A study of European utopias in context from the early years of Henry VIII’s reign to the Restoration, this book is the first comprehensive attempt since J. C. Davis’ Utopia and the Ideal Society (1981) to understand the societies projected by utopian literature from Thomas More’s Utopia (1516) to the political idealism and millenarianism of the mid-seventeenth century. Where Davis concentrated on understanding utopias historically, Renaissance Utopia also seeks to make sense of utopia as a literary form, offering both a new typology of utopia and a new history of European humanist utopianism. This book examines how the utopia was transformed from an intellectual exercise in philosophical interrogation to a serious means of imagining practical social reform. In doing so it argues that the relationship between Renaissance utopia and Renaissance dialogue is crucial; the utopian mode of discourse continued to make use of aspects of dialogue even when the dialogue form itself was in decline. Exploring the ways in which utopian texts assimilated dialogue, Renaissance Utopia complements recent work by historians and literary scholars on early modern communities by providing a thorough investigation of the issues informing a way of modelling a very particular community and literary mode - the utopia.

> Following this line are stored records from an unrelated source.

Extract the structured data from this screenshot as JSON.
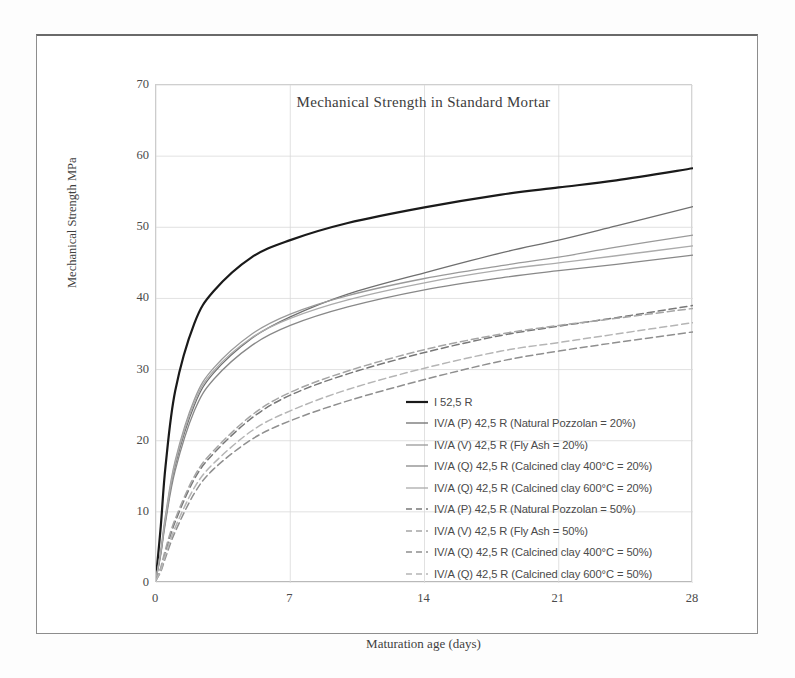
{
  "chart_data": {
    "type": "line",
    "title": "Mechanical  Strength in Standard Mortar",
    "xlabel": "Maturation age (days)",
    "ylabel": "Mechanical Strength MPa",
    "xlim": [
      0,
      28
    ],
    "ylim": [
      0,
      70
    ],
    "xticks": [
      "0",
      "7",
      "14",
      "21",
      "28"
    ],
    "yticks": [
      "70",
      "60",
      "50",
      "40",
      "30",
      "20",
      "10",
      "0"
    ],
    "grid": true,
    "legend_position": "inside-lower-right",
    "x": [
      0,
      0.25,
      0.5,
      1,
      2,
      3,
      5,
      7,
      10,
      14,
      18,
      21,
      24,
      28
    ],
    "series": [
      {
        "name": "I 52,5 R",
        "label": "I 52,5 R",
        "color": "#1a1a1a",
        "width": 2.2,
        "dash": "none",
        "values": [
          0.8,
          8.0,
          16.5,
          27.0,
          36.5,
          41.0,
          45.8,
          48.2,
          50.6,
          52.8,
          54.6,
          55.6,
          56.6,
          58.3
        ]
      },
      {
        "name": "IV/A (P) 42,5 R (Natural Pozzolan = 20%)",
        "label": "IV/A (P) 42,5 R  (Natural Pozzolan = 20%)",
        "color": "#6f6f6f",
        "width": 1.3,
        "dash": "none",
        "values": [
          0.6,
          4.2,
          9.0,
          16.5,
          25.0,
          29.5,
          34.4,
          37.4,
          40.6,
          43.6,
          46.4,
          48.2,
          50.2,
          52.9
        ]
      },
      {
        "name": "IV/A (V) 42,5 R (Fly Ash = 20%)",
        "label": "IV/A (V) 42,5 R  (Fly Ash = 20%)",
        "color": "#9a9a9a",
        "width": 1.3,
        "dash": "none",
        "values": [
          0.6,
          4.6,
          9.6,
          17.2,
          25.8,
          30.2,
          35.0,
          37.8,
          40.4,
          42.8,
          44.6,
          45.8,
          47.2,
          48.9
        ]
      },
      {
        "name": "IV/A (Q) 42,5 R (Calcined clay 400°C = 20%)",
        "label": "IV/A (Q) 42,5 R  (Calcined clay 400°C = 20%)",
        "color": "#888888",
        "width": 1.3,
        "dash": "none",
        "values": [
          0.6,
          4.0,
          8.6,
          15.8,
          24.2,
          28.6,
          33.4,
          36.2,
          38.8,
          41.2,
          42.9,
          43.9,
          44.8,
          46.1
        ]
      },
      {
        "name": "IV/A (Q) 42,5 R (Calcined clay 600°C = 20%)",
        "label": "IV/A (Q) 42,5 R  (Calcined clay 600°C = 20%)",
        "color": "#ababab",
        "width": 1.3,
        "dash": "none",
        "values": [
          0.6,
          4.4,
          9.2,
          16.8,
          25.4,
          29.8,
          34.5,
          37.2,
          39.8,
          42.2,
          44.0,
          45.0,
          46.0,
          47.4
        ]
      },
      {
        "name": "IV/A (P) 42,5 R (Natural Pozzolan = 50%)",
        "label": "IV/A (P) 42,5 R  (Natural Pozzolan = 50%)",
        "color": "#787878",
        "width": 1.5,
        "dash": "7,4",
        "values": [
          0.4,
          2.0,
          4.4,
          8.6,
          14.6,
          18.2,
          23.2,
          26.4,
          29.4,
          32.4,
          34.8,
          36.1,
          37.3,
          39.0
        ]
      },
      {
        "name": "IV/A (V) 42,5 R (Fly Ash = 50%)",
        "label": "IV/A (V) 42,5 R  (Fly Ash = 50%)",
        "color": "#a5a5a5",
        "width": 1.5,
        "dash": "7,4",
        "values": [
          0.4,
          2.2,
          4.8,
          9.0,
          15.0,
          18.6,
          23.6,
          26.8,
          29.8,
          32.8,
          35.0,
          36.2,
          37.2,
          38.6
        ]
      },
      {
        "name": "IV/A (Q) 42,5 R (Calcined clay 400°C = 50%)",
        "label": "IV/A (Q) 42,5 R  (Calcined clay 400°C = 50%)",
        "color": "#8f8f8f",
        "width": 1.5,
        "dash": "7,4",
        "values": [
          0.4,
          1.6,
          3.6,
          7.2,
          12.6,
          16.0,
          20.2,
          22.8,
          25.6,
          28.6,
          31.2,
          32.6,
          33.8,
          35.3
        ]
      },
      {
        "name": "IV/A (Q) 42,5 R (Calcined clay 600°C = 50%)",
        "label": "IV/A (Q) 42,5 R  (Calcined clay 600°C = 50%)",
        "color": "#b5b5b5",
        "width": 1.5,
        "dash": "7,4",
        "values": [
          0.4,
          1.8,
          4.0,
          7.8,
          13.4,
          16.8,
          21.4,
          24.2,
          27.2,
          30.2,
          32.6,
          33.8,
          35.0,
          36.6
        ]
      }
    ]
  },
  "colors": {
    "background": "#ffffff",
    "frame": "#8d8d8d",
    "grid": "#d9d9d9",
    "text": "#3f3f3f"
  }
}
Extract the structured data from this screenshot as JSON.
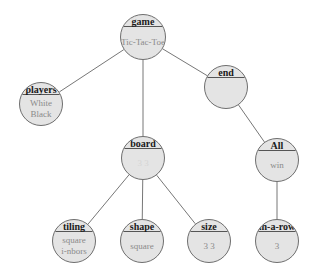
{
  "diagram": {
    "type": "tree",
    "colors": {
      "node_fill": "#e4e4e4",
      "node_border": "#6e6e6e",
      "edge": "#777777",
      "label": "#1a1a1a",
      "value": "#8a8a8a"
    },
    "nodes": [
      {
        "id": "game",
        "label": "game",
        "values": [
          "Tic-Tac-Toe"
        ],
        "cx": 143,
        "cy": 37,
        "r": 23
      },
      {
        "id": "players",
        "label": "players",
        "values": [
          "White",
          "Black"
        ],
        "cx": 41,
        "cy": 104,
        "r": 22
      },
      {
        "id": "end",
        "label": "end",
        "values": [],
        "cx": 226,
        "cy": 87,
        "r": 22
      },
      {
        "id": "board",
        "label": "board",
        "values": [
          "3 3"
        ],
        "faint": true,
        "cx": 143,
        "cy": 158,
        "r": 22
      },
      {
        "id": "all",
        "label": "All",
        "values": [
          "win"
        ],
        "cx": 277,
        "cy": 160,
        "r": 22
      },
      {
        "id": "tiling",
        "label": "tiling",
        "values": [
          "square",
          "i-nbors"
        ],
        "cx": 74,
        "cy": 241,
        "r": 22
      },
      {
        "id": "shape",
        "label": "shape",
        "values": [
          "square"
        ],
        "cx": 142,
        "cy": 241,
        "r": 22
      },
      {
        "id": "size",
        "label": "size",
        "values": [
          "3 3"
        ],
        "cx": 209,
        "cy": 241,
        "r": 22
      },
      {
        "id": "in-a-row",
        "label": "in-a-row",
        "values": [
          "3"
        ],
        "cx": 277,
        "cy": 241,
        "r": 22
      }
    ],
    "edges": [
      [
        "game",
        "players"
      ],
      [
        "game",
        "board"
      ],
      [
        "game",
        "end"
      ],
      [
        "board",
        "tiling"
      ],
      [
        "board",
        "shape"
      ],
      [
        "board",
        "size"
      ],
      [
        "end",
        "all"
      ],
      [
        "all",
        "in-a-row"
      ]
    ]
  }
}
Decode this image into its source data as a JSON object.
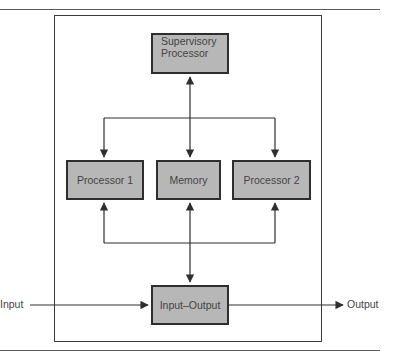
{
  "diagram": {
    "nodes": {
      "supervisory": {
        "line1": "Supervisory",
        "line2": "Processor"
      },
      "processor1": "Processor 1",
      "memory": "Memory",
      "processor2": "Processor 2",
      "io": "Input–Output"
    },
    "external": {
      "input": "Input",
      "output": "Output"
    },
    "edges": [
      {
        "from": "supervisory",
        "to": "bus-top",
        "bidirectional": true
      },
      {
        "from": "bus-top",
        "to": "processor1"
      },
      {
        "from": "bus-top",
        "to": "memory"
      },
      {
        "from": "bus-top",
        "to": "processor2"
      },
      {
        "from": "bus-bottom",
        "to": "processor1"
      },
      {
        "from": "bus-bottom",
        "to": "processor2"
      },
      {
        "from": "memory",
        "to": "io",
        "bidirectional": true
      },
      {
        "from": "input",
        "to": "io"
      },
      {
        "from": "io",
        "to": "output"
      }
    ],
    "colors": {
      "box_fill": "#b7b7b7",
      "stroke": "#2e2e2e"
    }
  }
}
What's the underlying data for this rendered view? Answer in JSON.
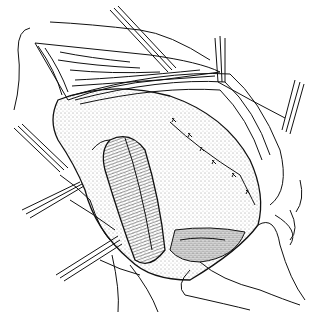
{
  "image": {
    "description": "Black and white surgical line illustration showing an exposed organ held open with retractors and sutures",
    "width": 324,
    "height": 312,
    "colors": {
      "ink": "#111111",
      "background": "#ffffff",
      "stipple": "#333333"
    },
    "elements": [
      {
        "name": "tissue-flap-top-left",
        "label": "retracted tissue flap"
      },
      {
        "name": "main-organ",
        "label": "stippled organ body"
      },
      {
        "name": "tubular-structure",
        "label": "dark tubular structure"
      },
      {
        "name": "suture-line",
        "label": "row of sutures",
        "count": 6
      },
      {
        "name": "retractor-top",
        "label": "upper retractors",
        "count": 2
      },
      {
        "name": "retractor-left",
        "label": "left retractors",
        "count": 2
      },
      {
        "name": "lower-hand",
        "label": "gloved hand/tissue at bottom right"
      }
    ]
  }
}
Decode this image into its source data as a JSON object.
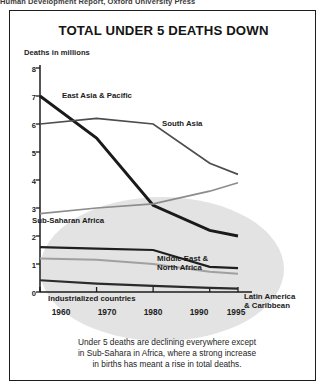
{
  "page_header": "Human Development Report, Oxford University Press",
  "figure": {
    "title": "TOTAL UNDER 5 DEATHS DOWN",
    "axis_caption": "Deaths in millions",
    "caption_lines": [
      "Under 5 deaths are declining everywhere except",
      "in Sub-Sahara in Africa, where a strong increase",
      "in births has meant a rise in total deaths."
    ],
    "series_labels": {
      "east_asia": "East Asia & Pacific",
      "south_asia": "South Asia",
      "sub_saharan": "Sub-Saharan Africa",
      "middle_east_l1": "Middle East &",
      "middle_east_l2": "North Africa",
      "industrialized": "Industrialized countries",
      "latin_america_l1": "Latin America",
      "latin_america_l2": "& Caribbean"
    }
  },
  "chart_data": {
    "type": "line",
    "title": "TOTAL UNDER 5 DEATHS DOWN",
    "subtitle": "",
    "xlabel": "",
    "ylabel": "Deaths in millions",
    "x": [
      1960,
      1970,
      1980,
      1990,
      1995
    ],
    "xtick_labels": [
      "1960",
      "1970",
      "1980",
      "1990",
      "1995"
    ],
    "ytick_labels": [
      "0",
      "1",
      "2",
      "3",
      "4",
      "5",
      "6",
      "7",
      "8"
    ],
    "xlim": [
      1955,
      1998
    ],
    "ylim": [
      0,
      8
    ],
    "grid": false,
    "legend": "inline-annotations",
    "series": [
      {
        "name": "East Asia & Pacific",
        "values": [
          7.0,
          5.5,
          3.1,
          2.2,
          2.0
        ],
        "color": "#1a1a1a",
        "width": 2.9
      },
      {
        "name": "South Asia",
        "values": [
          6.0,
          6.2,
          6.0,
          4.6,
          4.2
        ],
        "color": "#4d4d4d",
        "width": 1.7
      },
      {
        "name": "Sub-Saharan Africa",
        "values": [
          2.8,
          3.0,
          3.15,
          3.6,
          3.9
        ],
        "color": "#8c8c8c",
        "width": 1.7
      },
      {
        "name": "Middle East & North Africa",
        "values": [
          1.6,
          1.55,
          1.5,
          0.9,
          0.85
        ],
        "color": "#1f1f1f",
        "width": 2.2
      },
      {
        "name": "Latin America & Caribbean",
        "values": [
          1.2,
          1.15,
          1.0,
          0.72,
          0.65
        ],
        "color": "#a0a0a0",
        "width": 2.0
      },
      {
        "name": "Industrialized countries",
        "values": [
          0.42,
          0.3,
          0.22,
          0.15,
          0.12
        ],
        "color": "#2b2b2b",
        "width": 2.2
      }
    ],
    "annotations": [
      "Under 5 deaths are declining everywhere except in Sub-Sahara in Africa, where a strong increase in births has meant a rise in total deaths."
    ],
    "background_ellipse_color": "#dedede"
  }
}
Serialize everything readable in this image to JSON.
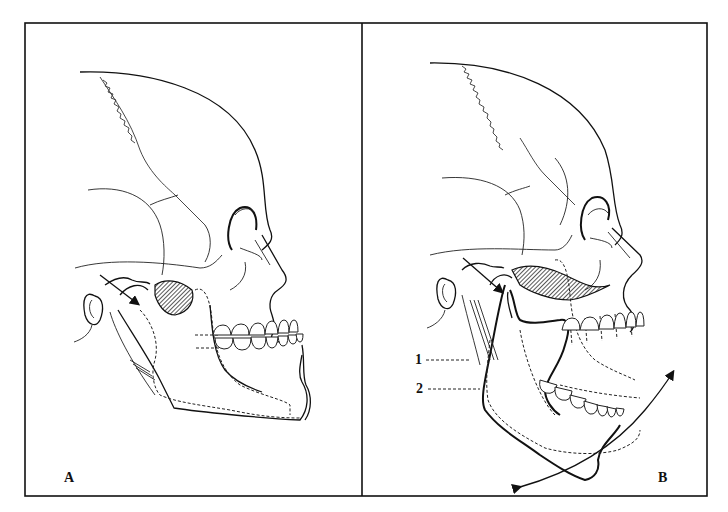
{
  "figure": {
    "panels": [
      {
        "id": "A",
        "label": "A",
        "caption_position": "bottom-left"
      },
      {
        "id": "B",
        "label": "B",
        "caption_position": "bottom-right"
      }
    ],
    "callouts": [
      {
        "label": "1",
        "panel": "B"
      },
      {
        "label": "2",
        "panel": "B"
      }
    ],
    "colors": {
      "line": "#111111",
      "background": "#ffffff"
    }
  }
}
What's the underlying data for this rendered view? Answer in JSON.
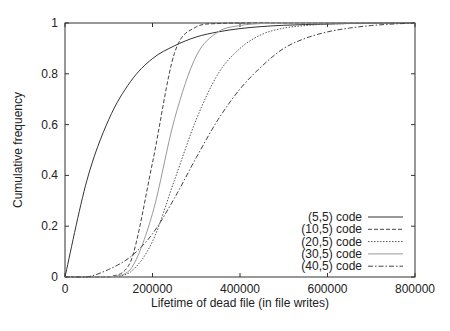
{
  "chart_data": {
    "type": "line",
    "title": "",
    "xlabel": "Lifetime of dead file (in file writes)",
    "ylabel": "Cumulative frequency",
    "xlim": [
      0,
      800000
    ],
    "ylim": [
      0,
      1
    ],
    "xticks": [
      0,
      200000,
      400000,
      600000,
      800000
    ],
    "xtick_labels": [
      "0",
      "200000",
      "400000",
      "600000",
      "800000"
    ],
    "yticks": [
      0,
      0.2,
      0.4,
      0.6,
      0.8,
      1
    ],
    "ytick_labels": [
      "0",
      "0.2",
      "0.4",
      "0.6",
      "0.8",
      "1"
    ],
    "grid": false,
    "legend_position": "lower right",
    "x": [
      0,
      50000,
      100000,
      150000,
      200000,
      250000,
      300000,
      350000,
      400000,
      450000,
      500000,
      550000,
      600000,
      650000,
      700000,
      750000,
      800000
    ],
    "series": [
      {
        "name": "(5,5) code",
        "style": "solid",
        "color": "#333333",
        "values": [
          0,
          0.38,
          0.62,
          0.77,
          0.86,
          0.91,
          0.945,
          0.965,
          0.978,
          0.986,
          0.991,
          0.994,
          0.996,
          0.998,
          0.999,
          1.0,
          1.0
        ]
      },
      {
        "name": "(10,5) code",
        "style": "dashed",
        "color": "#444444",
        "values": [
          0,
          0,
          0.0,
          0.06,
          0.45,
          0.88,
          0.985,
          0.998,
          1.0,
          1.0,
          1.0,
          1.0,
          1.0,
          1.0,
          1.0,
          1.0,
          1.0
        ]
      },
      {
        "name": "(20,5) code",
        "style": "dotted",
        "color": "#555555",
        "values": [
          0,
          0,
          0.0,
          0.02,
          0.14,
          0.38,
          0.62,
          0.8,
          0.9,
          0.955,
          0.98,
          0.99,
          0.996,
          0.998,
          1.0,
          1.0,
          1.0
        ]
      },
      {
        "name": "(30,5) code",
        "style": "solid-light",
        "color": "#999999",
        "values": [
          0,
          0,
          0.0,
          0.03,
          0.25,
          0.62,
          0.87,
          0.965,
          0.99,
          0.998,
          1.0,
          1.0,
          1.0,
          1.0,
          1.0,
          1.0,
          1.0
        ]
      },
      {
        "name": "(40,5) code",
        "style": "dash-dot",
        "color": "#444444",
        "values": [
          0,
          0.0,
          0.03,
          0.08,
          0.17,
          0.31,
          0.47,
          0.62,
          0.74,
          0.83,
          0.9,
          0.94,
          0.965,
          0.98,
          0.99,
          0.996,
          1.0
        ]
      }
    ]
  }
}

Adam Boreel (1602–1665): A Collegiant’s Attempt to Reform Christianity

Adam Boreel (1602–1665): A Collegiant’s Attempt to Reform Christianity
Author: Francesco Quatrini
Publisher: BRILL
Total Pages: 439
Release: 2020-11-09
Genre: Religion
ISBN: 9004443398

In Adam Boreel (1602-1665): A Collegiant’s Attempt to Reform Christianity, Francesco Quatrini offers an account of the life and thought of Adam Boreel, a leading member of the seventeenth-century Collegiant movement in Amsterdam.

William Petty

William Petty
Author: Ted McCormick
Publisher: Oxford University Press
Total Pages: 364
Release: 2009-09-17
Genre: Biography & Autobiography
ISBN: 0199547890

The first comprehensive intellectual biography of William Petty (1623-1687), the inventor of 'political arithmetic' and a key figure in the English colonization of Ireland, the institutionalization of experimental science, and early social science.

Consuming Splendor

Consuming Splendor
Author: Linda Levy Peck
Publisher: Cambridge University Press
Total Pages: 460
Release: 2005-09-19
Genre: Business & Economics
ISBN: 9780521842327

A fascinating study of the ways in which consumption transformed social practices, gender roles, royal policies, and the economy in seventeenth-century England. It reveals for the first time the emergence of consumer society in seventeenth-century England.